In 2018, it is mandatory for all participants to meet Stage 3 of Meaningful Use. Among other rules, it requires participants to conduct security risk analyses to determine vulnerabilities in EHR systems that could lead to data breaches; have more than 80 percent of their prescriptions queried for drug formulary and be transmitted to pharmacies electronically; provide access to EHRs to more than 80 percent of patients; and work with HIEs to ensure that more than 50 percent of care transition and referrals that include the exchange of healthcare records be performed electronically.
“Part of Stage 3 focuses on interoperability, which includes opening up the system for patients to have control of their own data,” says Kincaid. “It puts more of a focus on the communication between patients and providers, as well as makes data accessible in a mobile setting.

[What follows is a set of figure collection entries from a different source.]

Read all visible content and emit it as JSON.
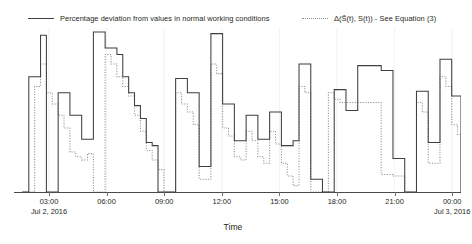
{
  "chart_data": {
    "type": "line",
    "subtype": "step",
    "title": "",
    "xlabel": "Time",
    "ylabel": "",
    "grid": {
      "vertical": true,
      "horizontal": false,
      "color": "#eeeeee"
    },
    "legend": {
      "position": "top",
      "entries": [
        {
          "label": "Percentage deviation from values in normal working conditions",
          "style": "solid",
          "color": "#3f3f3f"
        },
        {
          "label": "Δ(S̃(t), S(t)) - See Equation (3)",
          "style": "dotted",
          "color": "#8d8d8d"
        }
      ]
    },
    "xaxis": {
      "ticks": [
        {
          "time": "03:00",
          "date": "Jul 2, 2016",
          "pos": 0.1096
        },
        {
          "time": "06:00",
          "date": "",
          "pos": 0.2385
        },
        {
          "time": "09:00",
          "date": "",
          "pos": 0.3674
        },
        {
          "time": "12:00",
          "date": "",
          "pos": 0.4963
        },
        {
          "time": "15:00",
          "date": "",
          "pos": 0.6253
        },
        {
          "time": "18:00",
          "date": "",
          "pos": 0.7542
        },
        {
          "time": "21:00",
          "date": "",
          "pos": 0.8831
        },
        {
          "time": "00:00",
          "date": "Jul 3, 2016",
          "pos": 1.0
        },
        {
          "time": "03:00",
          "date": "",
          "pos": 1.0
        }
      ],
      "tick_positions_px": [
        49,
        107,
        164,
        222,
        280,
        337,
        395,
        452,
        510
      ],
      "range_start": "Jul 2, 2016 00:00",
      "range_end": "Jul 3, 2016 04:00"
    },
    "yaxis": {
      "visible": false,
      "ticks": [],
      "baseline": 0
    },
    "series": [
      {
        "name": "Percentage deviation from values in normal working conditions",
        "style": "solid",
        "color": "#3f3f3f",
        "x": [
          0.0185,
          0.0331,
          0.0462,
          0.0594,
          0.0725,
          0.0857,
          0.0988,
          0.1119,
          0.1251,
          0.1382,
          0.1514,
          0.1645,
          0.1776,
          0.1908,
          0.2039,
          0.2171,
          0.2302,
          0.2433,
          0.2565,
          0.2696,
          0.2828,
          0.2959,
          0.3091,
          0.3222,
          0.3353,
          0.3485,
          0.3616,
          0.3748,
          0.3879,
          0.401,
          0.4142,
          0.4273,
          0.4405,
          0.4536,
          0.4667,
          0.4799,
          0.493,
          0.5062,
          0.5193,
          0.5324,
          0.5456,
          0.5587,
          0.5719,
          0.585,
          0.5982,
          0.6113,
          0.6244,
          0.6376,
          0.6507,
          0.6639,
          0.677,
          0.6901,
          0.7033,
          0.7164,
          0.7296,
          0.7427,
          0.7558,
          0.769,
          0.7821,
          0.7953,
          0.8084,
          0.8215,
          0.8347,
          0.8478,
          0.861,
          0.8741,
          0.8873,
          0.9004,
          0.9135,
          0.9267,
          0.9398,
          0.953,
          0.9661,
          0.9792,
          0.9924,
          1.0
        ],
        "y": [
          0.0,
          0.72,
          0.72,
          0.98,
          0.0,
          0.0,
          0.62,
          0.62,
          0.48,
          0.48,
          0.33,
          0.33,
          1.0,
          1.0,
          0.9,
          0.9,
          0.86,
          0.72,
          0.62,
          0.54,
          0.46,
          0.31,
          0.29,
          0.0,
          0.0,
          0.0,
          0.71,
          0.71,
          0.62,
          0.62,
          0.16,
          0.16,
          0.99,
          0.99,
          0.55,
          0.55,
          0.32,
          0.32,
          0.48,
          0.48,
          0.33,
          0.33,
          0.5,
          0.5,
          0.29,
          0.29,
          0.32,
          0.8,
          0.8,
          0.08,
          0.08,
          0.0,
          0.0,
          0.64,
          0.64,
          0.51,
          0.51,
          0.79,
          0.79,
          0.79,
          0.79,
          0.76,
          0.76,
          0.21,
          0.21,
          0.0,
          0.0,
          0.63,
          0.63,
          0.31,
          0.31,
          0.83,
          0.83,
          0.6,
          0.6,
          0.22
        ],
        "step": "post"
      },
      {
        "name": "Δ(S̃(t), S(t)) - See Equation (3)",
        "style": "dotted",
        "color": "#8d8d8d",
        "x": [
          0.0185,
          0.0331,
          0.0462,
          0.0594,
          0.0725,
          0.0857,
          0.0988,
          0.1119,
          0.1251,
          0.1382,
          0.1514,
          0.1645,
          0.1776,
          0.1908,
          0.2039,
          0.2171,
          0.2302,
          0.2433,
          0.2565,
          0.2696,
          0.2828,
          0.2959,
          0.3091,
          0.3222,
          0.3353,
          0.3485,
          0.3616,
          0.3748,
          0.3879,
          0.401,
          0.4142,
          0.4273,
          0.4405,
          0.4536,
          0.4667,
          0.4799,
          0.493,
          0.5062,
          0.5193,
          0.5324,
          0.5456,
          0.5587,
          0.5719,
          0.585,
          0.5982,
          0.6113,
          0.6244,
          0.6376,
          0.6507,
          0.6639,
          0.677,
          0.6901,
          0.7033,
          0.7164,
          0.7296,
          0.7427,
          0.7558,
          0.769,
          0.7821,
          0.7953,
          0.8084,
          0.8215,
          0.8347,
          0.8478,
          0.861,
          0.8741,
          0.8873,
          0.9004,
          0.9135,
          0.9267,
          0.9398,
          0.953,
          0.9661,
          0.9792,
          0.9924,
          1.0
        ],
        "y": [
          0.0,
          0.0,
          0.66,
          0.8,
          0.62,
          0.55,
          0.48,
          0.4,
          0.25,
          0.22,
          0.2,
          0.24,
          0.0,
          0.0,
          0.86,
          0.8,
          0.72,
          0.66,
          0.6,
          0.48,
          0.38,
          0.26,
          0.2,
          0.14,
          0.0,
          0.0,
          0.62,
          0.55,
          0.5,
          0.42,
          0.08,
          0.08,
          0.8,
          0.74,
          0.4,
          0.35,
          0.22,
          0.2,
          0.38,
          0.32,
          0.22,
          0.18,
          0.38,
          0.3,
          0.18,
          0.1,
          0.04,
          0.66,
          0.62,
          0.0,
          0.0,
          0.0,
          0.62,
          0.58,
          0.56,
          0.56,
          0.56,
          0.56,
          0.56,
          0.56,
          0.56,
          0.11,
          0.11,
          0.1,
          0.1,
          0.0,
          0.0,
          0.56,
          0.5,
          0.18,
          0.18,
          0.72,
          0.66,
          0.42,
          0.36,
          0.1
        ],
        "step": "post"
      }
    ]
  },
  "axis_title": {
    "text": "Time"
  }
}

“This is a big deal for us because we work with a lot of Alaskan patients who don’t live in Juneau and international patients who come in on cruise ships, and they’ll now be able to access their information through their phones or tablets and share it with their providers back home,” she continues. “This type of access wasn’t available before EHRs, and it really supports continuity of care.”
As part of Stage 3, healthcare facilities must make sure they have protective measures in place to prevent data from being breached. While this is required to happen this year, patients can take comfort in the fact that healthcare providers are already monitoring and protecting their EHR systems.
“We do a lot of audits on multiple levels of access in order to verify that only people who are supposed to have access to certain records are the ones seeing them,” says Kent. “There are a lot of firewalls in place, which sometimes adds a burden to physicians’ offices, for example, who might have to go through a few more screens and firewalls, but we are confident that patients’ records are well protected.”
As EHRs continue to develop, providers hope that it will become easier for them to enter and share records and for patients to get the information they need to take control of their own healthcare.
“There is still a ways to go; it’s still too hard to find information and it takes too many clicks to get to the right data at the right time,” says Kent. “Medicine is complicated, and it’s hard to build the perfect system that takes into account people’s complexities and conditions and how we all communicate with each other. It’s not like building an ATM.”
He adds, “It’s a tall order, but I’m optimistic that it’s getting there.”